Of course there wasn’t. Jack had been ticked off and sent on his way five years ago, he wasn’t the boss of a notorious organised crime conglomerate.

‘No, I wasn’t expecting him. I’m meant to be picking him up from uni tomorrow,’ said Erin.

She turned to Jack, mortification and delight at seeing her son jostling for precedence.

‘Why didn’t you tell me you were coming home early? ’

‘I thought I had.’ He took his phone from his pocket and opened Messages, then grimaced. ‘It didn’t send. Sorry. I did think it was weird you hadn’t replied, but I knew you were at book club, so … sorry. My bad.’

‘Huh,’ said the first constable, tucking his baton into its holder on his belt. ‘Next time, maybe give your mum a ring, eh?’

‘Yeah, will do,’ said Jack, shaking his head, a smile creeping onto his face. ‘You never did like surprises, did you?’

‘No I bloody well don’t,’ said Erin.
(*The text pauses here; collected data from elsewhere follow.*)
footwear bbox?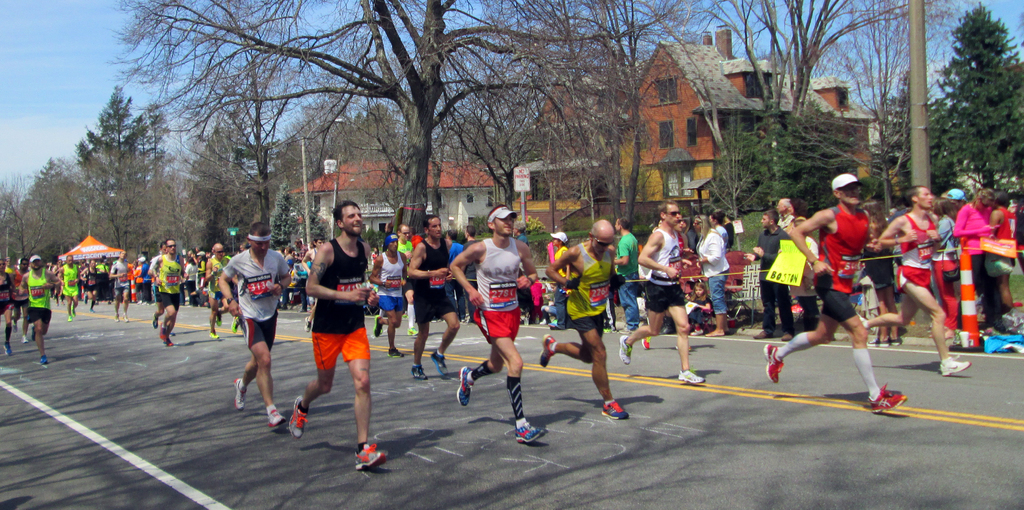
bbox(228, 317, 241, 335)
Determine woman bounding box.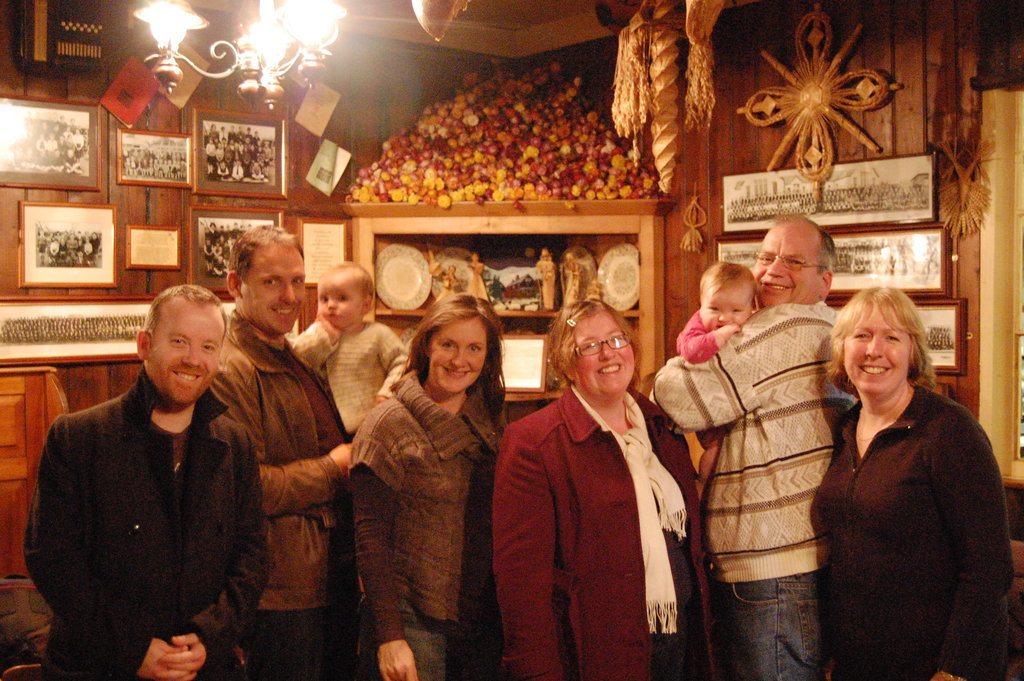
Determined: crop(353, 297, 506, 680).
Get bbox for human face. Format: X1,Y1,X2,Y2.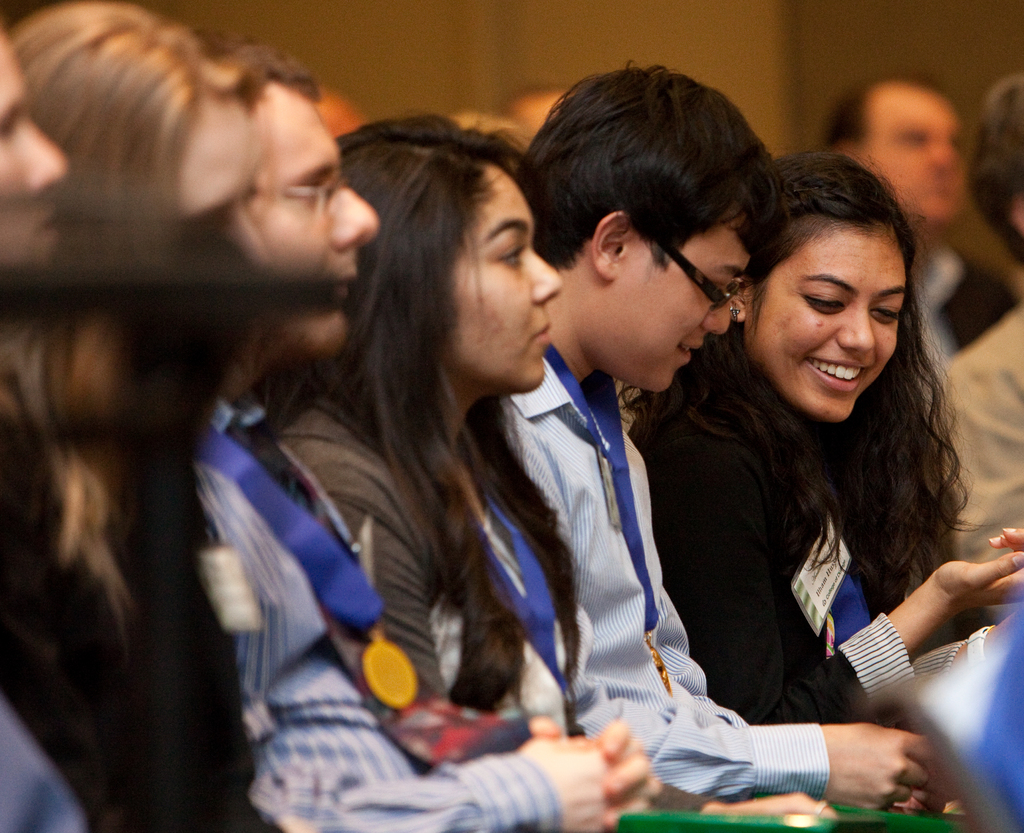
749,230,909,422.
There were few things she liked less.

Despite that, she moved past the officers and took Jack in her arms. She gave him a fierce hug, then turned back to the police.

‘I’m so, so sorry for wasting your time.

Can I get you a cup of tea, or something, by way of an apology? ’

‘You’re all right,’ said the bigger man, his expression thawing as he viewed mother and son together. ‘We’d best get off and catch some actual intruders.’

‘Sorry again,’ said Jack. ‘That’s not a mistake I’ll make twice.’

‘And if you’re in the village, pop into The Bookmark, the café on Brigade Street, set back from Royal Parade. I own it, and there’ll be coffee and cake on the house.’

‘Might well take you up on that. Night then. Keep out of trouble.’

‘We’ll try. Thanks again. Bye.’ Erin waited until the two men reached the stairs before shutting the door and playfully walloping Jack on the arm. ‘You nearly gave me a conniption, you muppet.’

‘Sorry.’ He rubbed his arm, pretending to be hurt.

‘I should have made sure you knew I was on my way.’ He pulled her close and kissed the top of her head.

‘A girl from my course was heading this way home. Her dad hired a van, so there was room for my stuff. It seemed like a no-brainer to accept a lift to save you coming up in the car to get me tomorrow. I got over-excited at the idea of seeing your face when you found me here when you got back from book club and forgot you hadn’t messaged back.

’ He let her go and peered down at her face. ‘I didn’t think you’d call the feds.’

‘The feds? What are you like? We’re in London, not LA.’ She narrowed her eyes. ‘Although, it looks like I might have to call them again.’

His brow furrowed. ‘Why?’

Erin lifted a finger to touch the soft dark hair above her son’s top lip. ‘To arrest you for a crime against good taste. What’s that? It’s not the seventies, you know.’

‘Rude.’ Jack smoothed down his moustache with his hand. ‘I’ll have you know this is the height of fashion.’

Erin laughed. ‘The only man who ever suited a moustache is Tom Selleck.’

‘Who?’ said Jack.

‘Urgh, never mind, you’re too young to get it.’ Erin glanced past Jack at the piles of black bin liners stacked in the narrow hallway. ‘How much of that is washing?’

Jack grinned. ‘Only about fifty per cent.’

Erin huffed, but in truth, she didn’t care if the whole lot was a fetid pile of unwashed sheets. It might not have been the most relaxing of evenings, all told, but her lovely boy was home and that was the only thing that mattered.